I t’s hot out there, and it’s only getting hotter. This past month, Death Valley reported the highest average temperatures in the documented history of Earth, while one day in July set a new global record that was unseated just the next day as thermometer mercury continued climbing. Dozens of cities have logged unprecedented warmness in a year that scientists are identifying as the most inarguably, oppressively sweltering the modern human race has ever faced.

Soon, the concept of going on holiday as it’s understood at present – of taking the summer months to travel somewhere hotter and sunnier than your day-to-day home town so that you can, presumably, relax – will seem counterintuitive. The climate crisis is far from mind in the 13 titles gathered under Criterion Channel’s new Vacation Noir streaming series: tanned and sweaty tales of crime and betrayal cherry-picked from 1945 to 1973. Even so, many of these films suffer from the maddening effects of extreme heat, following characters turned short-tempered, ragged and desperate as the unforgiving sun beats down on them.

The moral corrosion essential to the film noir genre was more readily located among the rain-soaked back alleys and dingy dive bars of the big city, but that still left plenty of room for trouble in paradise. A person spends enough time roasting on the beach, and the rays start to cook their brain. They get to hatching schemes, and before they know it, they’re booking a first-class ticket to hel.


WORK REQUIRED: The answer is all of the data repeated exactly, with each picture omitted.

(Spatial localization data)
═══
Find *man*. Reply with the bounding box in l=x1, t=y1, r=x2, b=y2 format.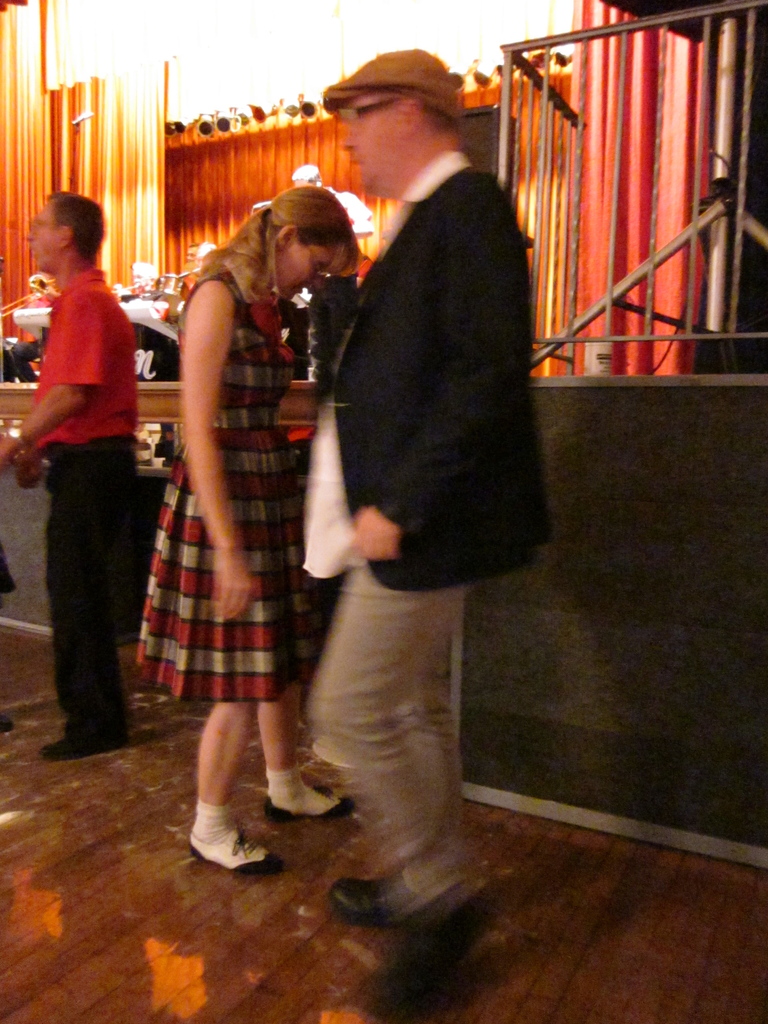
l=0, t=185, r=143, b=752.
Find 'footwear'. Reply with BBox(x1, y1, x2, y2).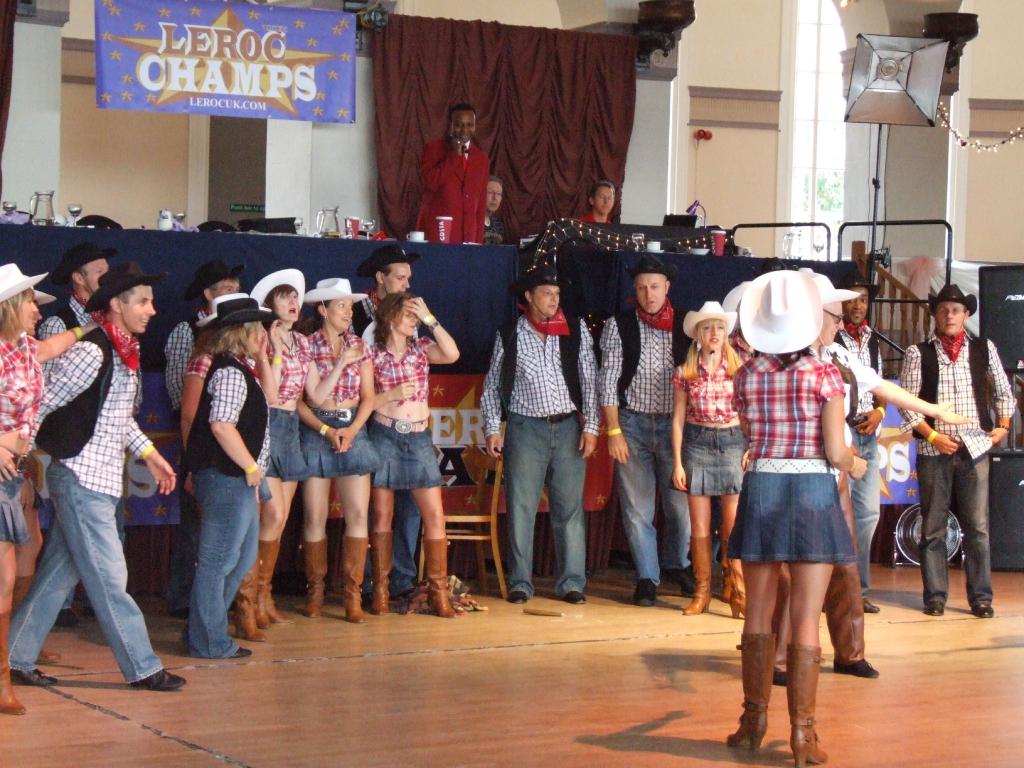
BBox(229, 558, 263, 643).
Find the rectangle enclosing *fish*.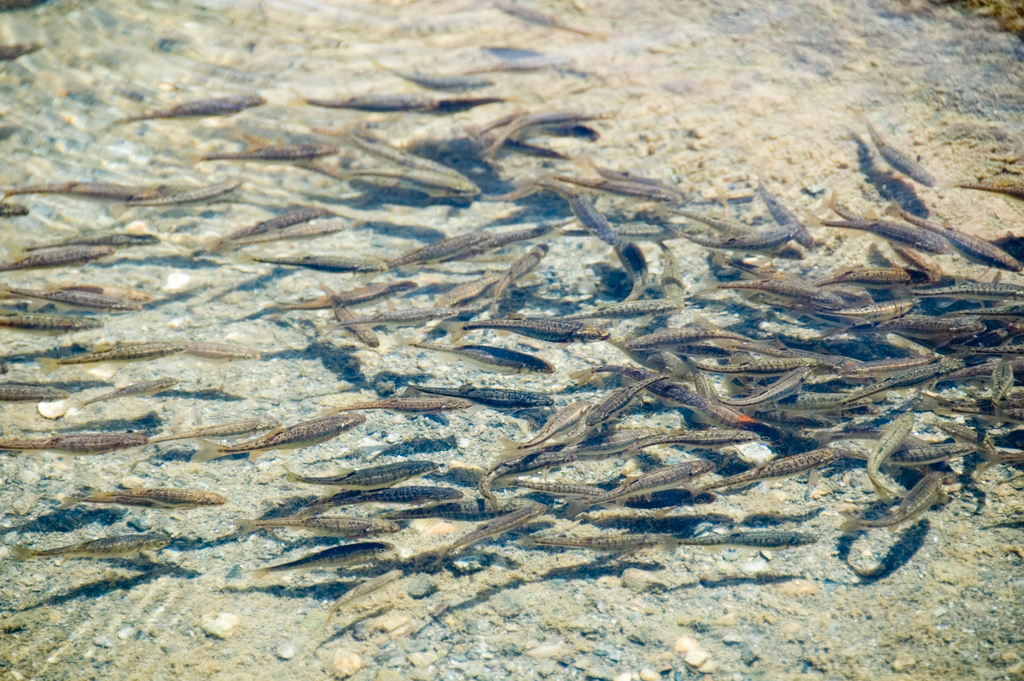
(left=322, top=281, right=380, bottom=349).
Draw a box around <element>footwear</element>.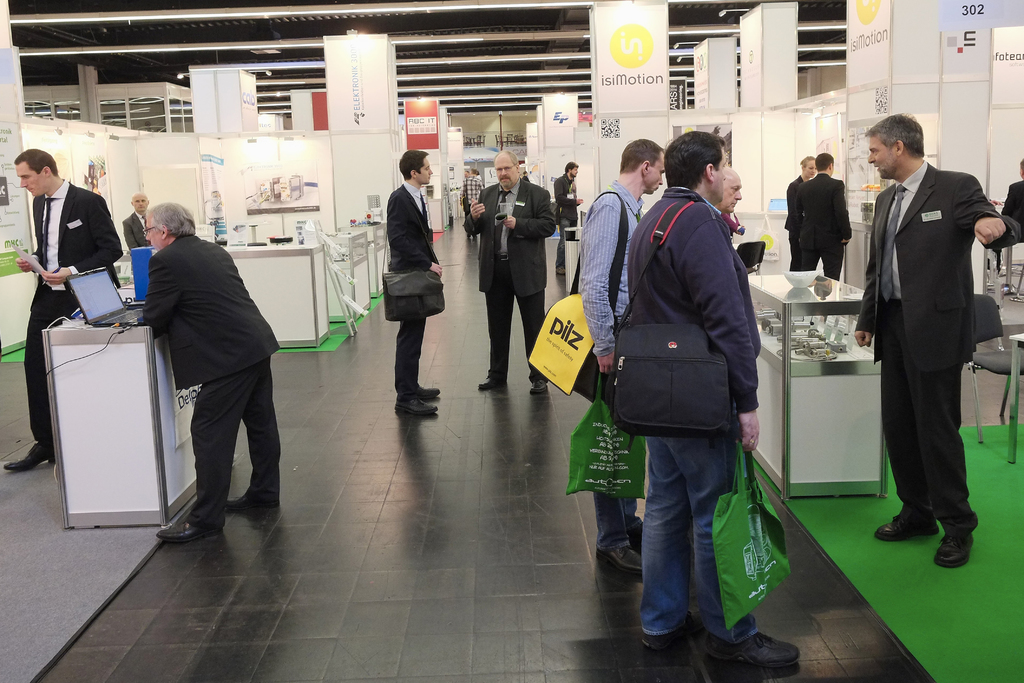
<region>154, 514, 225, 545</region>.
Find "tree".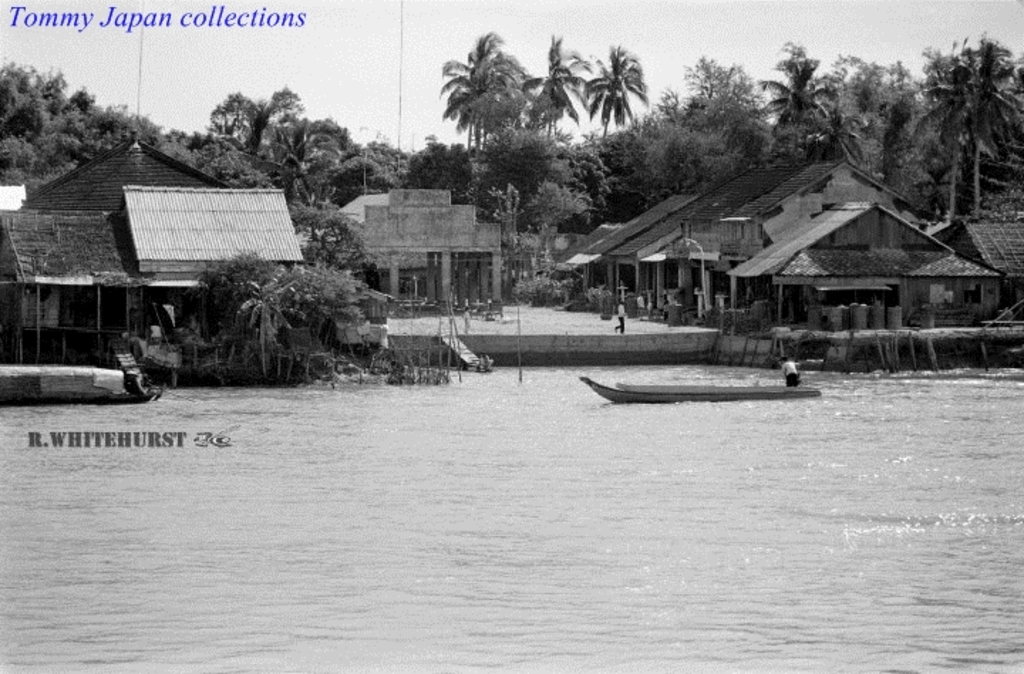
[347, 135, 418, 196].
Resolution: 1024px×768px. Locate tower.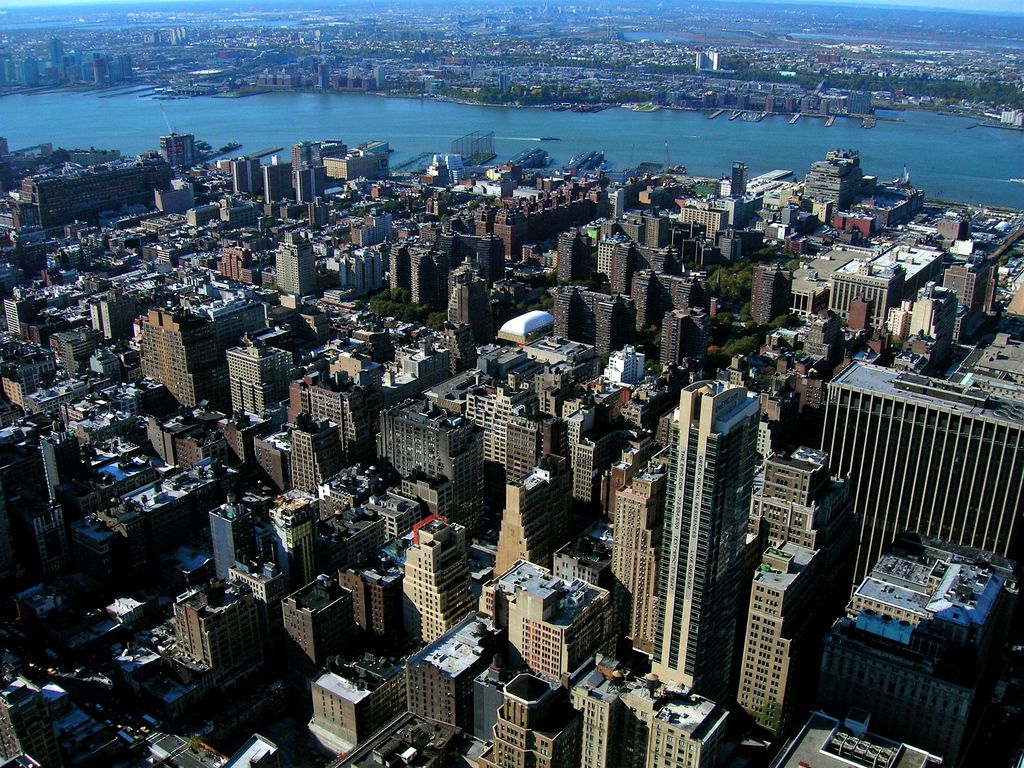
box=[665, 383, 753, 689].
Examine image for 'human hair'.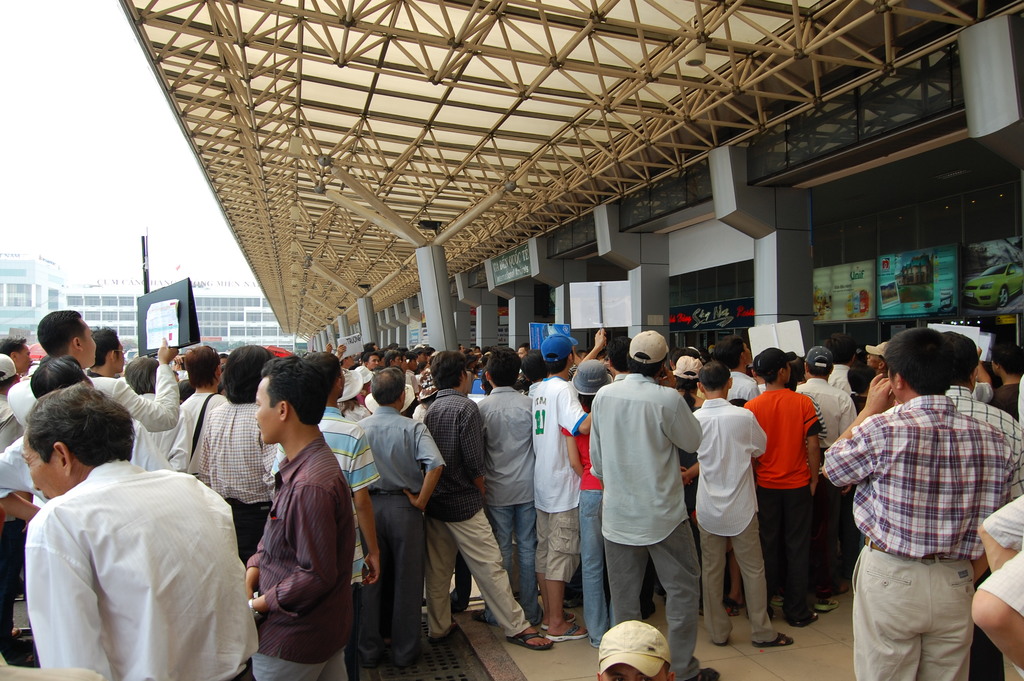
═══
SOLUTION TO THE EXERCISE:
Find *man*. Reply with the bounding box in l=x1, t=y1, r=x2, b=y2 format.
l=0, t=185, r=143, b=752.
Find 'footwear'. Reply with BBox(x1, y1, x2, y2).
BBox(229, 558, 263, 643).
Find the rectangle enclosing *fish*.
(left=322, top=281, right=380, bottom=349).
Draw a box around <element>footwear</element>.
<region>154, 514, 225, 545</region>.
Find "tree".
[347, 135, 418, 196].
Resolution: 1024px×768px. Locate tower.
box=[665, 383, 753, 689].
Examine image for 'human hair'.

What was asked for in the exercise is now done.